Chris has business in Bullhead City tomorrow morning and everyone knows that casinos have the cheapest hotel rooms, so we’re staying here. I made us a reservation at the Edgewater because Chris saw a billboard for it thirty-odd miles back. The lady I talked to on the phone was named Karen. She spoke in a slow, smooth voice, repeating everything I said. “I’d like a king, please.” “You’d like a king.” “I’d like nonsmoking, please.” “You’d like nonsmoking.” This went on for a long time. “I’d like to pay with a Visa card, please.” “You’d like to pay with a Visa card.” It all felt rather meditative and I come to the conclusion that Karen was most likely a Zen master in disguise as a hotel clerk. Chris wasn’t so sure.

The town of Laughlin, like many Western towns (Lake Havasu City, AZ; Pahrump, NV; Sun City, AZ, to name a few), is young. In the 1940s, Laughlin (which wasn’t even called Laughlin at that point) had one bar and one motel that serviced fishermen and workers constructing the Davis Dam. After the dam was finished, the town shuttered until Las Vegas hotelier Don Laughlin bought up some land and built the Riverside Resort in the late 60s, which was soon followed by the construction of other casinos and more developments and a golf course, etc. Hence, Laughlin. Motto: “It’s Like You Own The Place.”

We pull into the Edgewater. It’s not as pleasant as I had hoped, but it’s not so bad, either. But Brenda, the hotel clerk there, tells me that we’re booked over at the Colorado Belle (“It’s our sister hotel, you know”).

“I’m confused,” I say. “I talked to Karen at the Edgewater just a half an hour ago.”

“Karen?” the clerk says. “No Karen works here.”

In order to get the room keys, we’ll have to register in the lobby of the Colorado Belle. We drive over. From far away, the Belle has some novelty value: I can appreciate that there is a hotel shaped like a Mississippi riverboat. But, up close, it’s another matter. I see that some of the neon bulbs making up the “wheel spoke” are dead. The place is forlorn. I’m reminded of Death in Venice, that Thomas Mann novella. The aging main character, Aschenbach, falls in love/lust with a young boy. In order to attract the boy’s attention, he dyes his hair and puts on makeup, but everyone can see the wrinkles and white hair, how hard he’s trying.

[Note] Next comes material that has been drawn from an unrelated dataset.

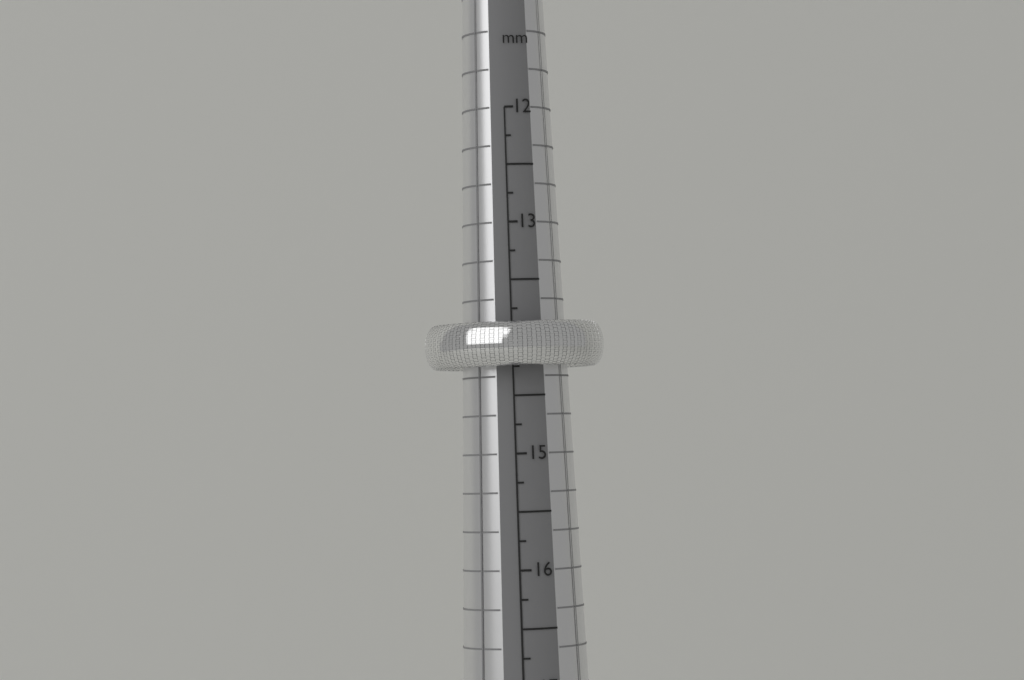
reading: 14.25 mm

In the car, I turn to Chris. “I have to sleep in this thing? What if it gives me weird dreams?”

“They’ve got your credit card number,” Chris says. “So, yeah.”

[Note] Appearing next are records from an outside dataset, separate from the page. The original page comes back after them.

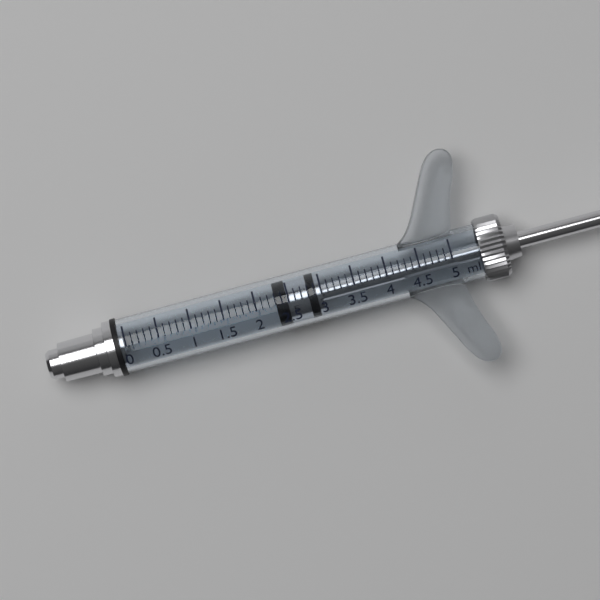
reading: 2.3 ml
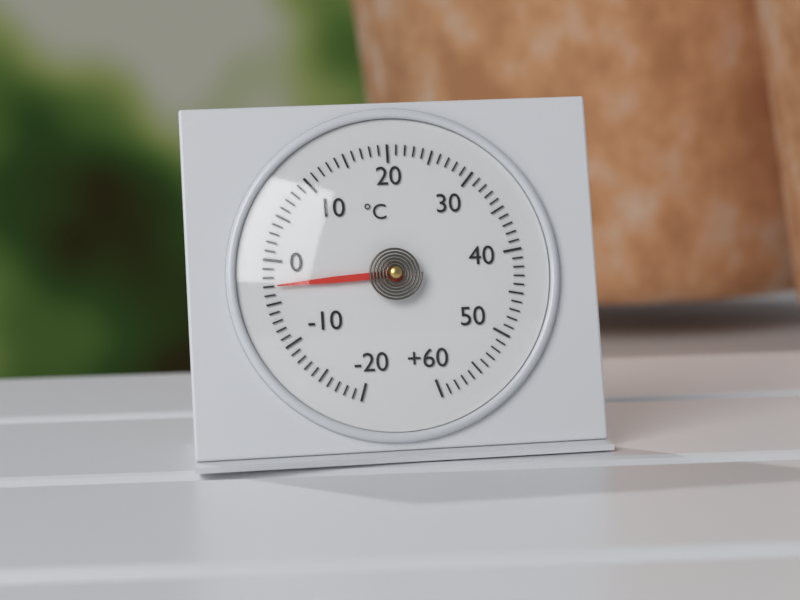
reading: -3 °C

I walk into the lobby, awash in cigarette smoke and the jittery click-and-clang of slot machines. In typical casino style, it’s unclear where the hotel front desk is. I pause for a moment to gather my bearings. There’s man who’s sitting in front of the “Phantom of the Opera” slot machine. He’s drinking whiskey on the rocks and pulling the lever, over and over. A cherry! A horseshoe! A four-leaf clover! I spot the small sign: “Hotel Check-In” and follow the blinking, bedazzled arrow.

The hotel clerk smiles like she’s underwater, too much pressure bearing down for her muscles to form a true smile. Her name’s Sharon.

By the time we make it to our room (New Orleans-themed: red lampshades with dim bulbs, paintings of riverboats), it’s only 7:30 in the evening, but I’m exhausted. So’s Chris. The casinos don’t bother him, but he’s worried about the Global Warmer. So am I, vaguely. If the thing doesn’t start in the morning that means we’re stuck here. I take a hot shower, then fall in a bed that surpasses expectations. Silky white sheets, perfectly stuffed pillows. How is such a thing possible inside the Colorado Belle? By 7:50, I’m asleep.

When we leave in the morning, the Belle’s lights are still blazing, but it’s dwarfed by the big desert sun that’s quickly angling its way high. Dwarfed by Spirit Mountain pink and beige in the early light and by the blue of sky, the hazy, see-through clouds. The car starts. We pump gas across the street, check the oil, decide we need more oil, and buy a yellow container of the stuff. Chris pours it into the car’s great belly. I chew on a pastry left over from yesterday’s breakfast. By 8 am, we’re gone.